Phase chirality and stereo-selective swelling of cholesteric elastomers
S. Courty, A.R. Tajbakhsh, E.M. Terentjev

TL;DR
This paper investigates how cholesteric elastomers exhibit phase chirality and stereo-selective swelling, revealing their ability to retain specific solvent chirality and how their optical properties vary with temperature and solvent uptake.
Contribution
It introduces the measurement of optical rotation to analyze the variation of phase chirality and local nematic order in cholesteric elastomers, demonstrating stereo-selectivity in solvent absorption.
Findings
Cholesteric elastomers show pronounced stereo-selectivity.
Optical rotation measurements reveal changes in phase chirality.
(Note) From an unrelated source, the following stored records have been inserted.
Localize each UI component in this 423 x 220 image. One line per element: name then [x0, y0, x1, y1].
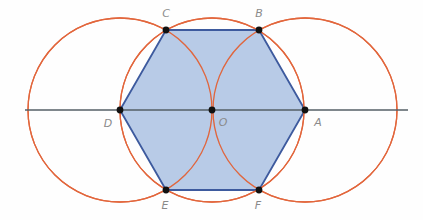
label-b: B — [255, 7, 263, 20]
point-d — [117, 107, 124, 114]
label-d: D — [104, 117, 112, 130]
point-a — [302, 107, 309, 114]
point-b — [256, 27, 263, 34]
label-o: O — [219, 116, 228, 129]
label-f: F — [255, 199, 262, 212]
geometry-canvas: A B C D E F O — [0, 0, 423, 220]
point-f — [256, 187, 263, 194]
point-e — [163, 187, 170, 194]
label-e: E — [162, 199, 169, 212]
label-a: A — [313, 116, 322, 129]
point-c — [163, 27, 170, 34]
point-o — [209, 107, 216, 114]
label-c: C — [162, 7, 170, 20]
geometry-figure: A B C D E F O — [0, 0, 423, 220]
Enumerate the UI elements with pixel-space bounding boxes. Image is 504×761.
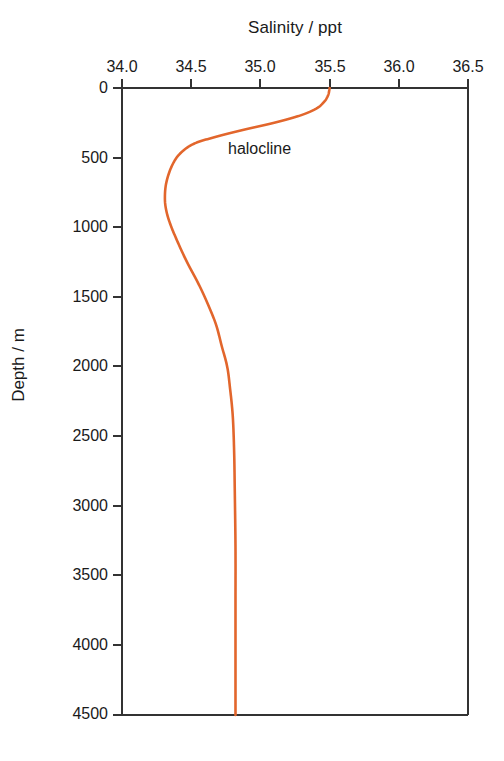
salinity-depth-figure: Salinity / ppt 34.0 34.5 35.0 35.5 36.0 … xyxy=(0,0,504,761)
plot-area xyxy=(0,0,504,761)
axes-frame xyxy=(122,88,468,715)
halocline-annotation: halocline xyxy=(228,140,291,158)
salinity-profile-curve xyxy=(165,88,330,715)
x-tick-marks xyxy=(122,79,468,88)
y-tick-marks xyxy=(113,88,122,715)
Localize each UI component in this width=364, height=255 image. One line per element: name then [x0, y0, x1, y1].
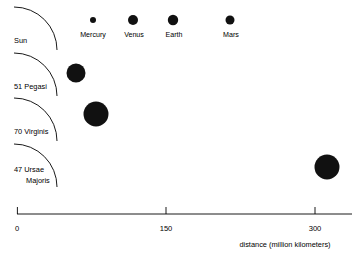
star-label-47-ursae-majoris-line1: 47 Ursae — [14, 165, 44, 174]
star-label-47-ursae-majoris-line2: Majoris — [26, 176, 50, 185]
planet-label-venus: Venus — [124, 31, 144, 39]
system-row-70-virginis — [84, 102, 109, 127]
x-axis-title: distance (million kilometers) — [239, 240, 330, 249]
star-label-51-pegasi: 51 Pegasi — [14, 82, 47, 91]
x-axis: 0 150 300 distance (million kilometers) — [15, 207, 352, 249]
x-axis-ticklabel-0: 0 — [15, 224, 19, 233]
system-row-47-ursae-majoris — [315, 155, 340, 180]
star-label-70-virginis: 70 Virginis — [14, 127, 49, 136]
planet-label-mars: Mars — [223, 31, 239, 39]
planetary-systems-figure: Sun 51 Pegasi 70 Virginis 47 Ursae Major… — [0, 0, 364, 255]
x-axis-ticklabel-300: 300 — [309, 224, 322, 233]
system-row-51-pegasi — [67, 64, 86, 83]
star-label-sun: Sun — [14, 36, 27, 45]
planet-dot-mercury — [90, 17, 96, 23]
planet-label-mercury: Mercury — [80, 31, 106, 39]
planet-dot-earth — [168, 15, 178, 25]
planet-dot-venus — [128, 15, 138, 25]
planet-dot-51-pegasi-b — [67, 64, 86, 83]
x-axis-ticklabel-150: 150 — [160, 224, 173, 233]
planet-dot-47-ursae-majoris-b — [315, 155, 340, 180]
chart-canvas: Sun 51 Pegasi 70 Virginis 47 Ursae Major… — [0, 0, 364, 255]
planet-label-earth: Earth — [166, 31, 183, 39]
planet-dot-mars — [226, 16, 235, 25]
planet-dot-70-virginis-b — [84, 102, 109, 127]
star-arcs-group — [14, 7, 57, 187]
system-row-sun: Mercury Venus Earth Mars — [80, 15, 239, 39]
The study quantifies stereo-separation dynamics.
Abstract
Cholesteric elastomers possess a macroscopic ``phase chirality'' as the director n rotates in a helical fashion along an optical axis and can be described by a chiral order parameter. This parameter can be tuned by changing the helix pitch p and/or the elastic properties of the network. The cholesterics also possess a local nematic order, changing with temperature or during solvent swelling. In this paper, by measuring the power of optical rotation, we discover how these two parameters vary as functions of temperature or solvent adsorbed by the network. The main result is a finding of pronounced stereo-selectivity of cholesteric elastomers, demonstrating itself in the retention of the ``correct'' chirality component of a racemic solvent. It has been possible to quantify the amount of such stereo-separation, as the basic dynamics of the effect.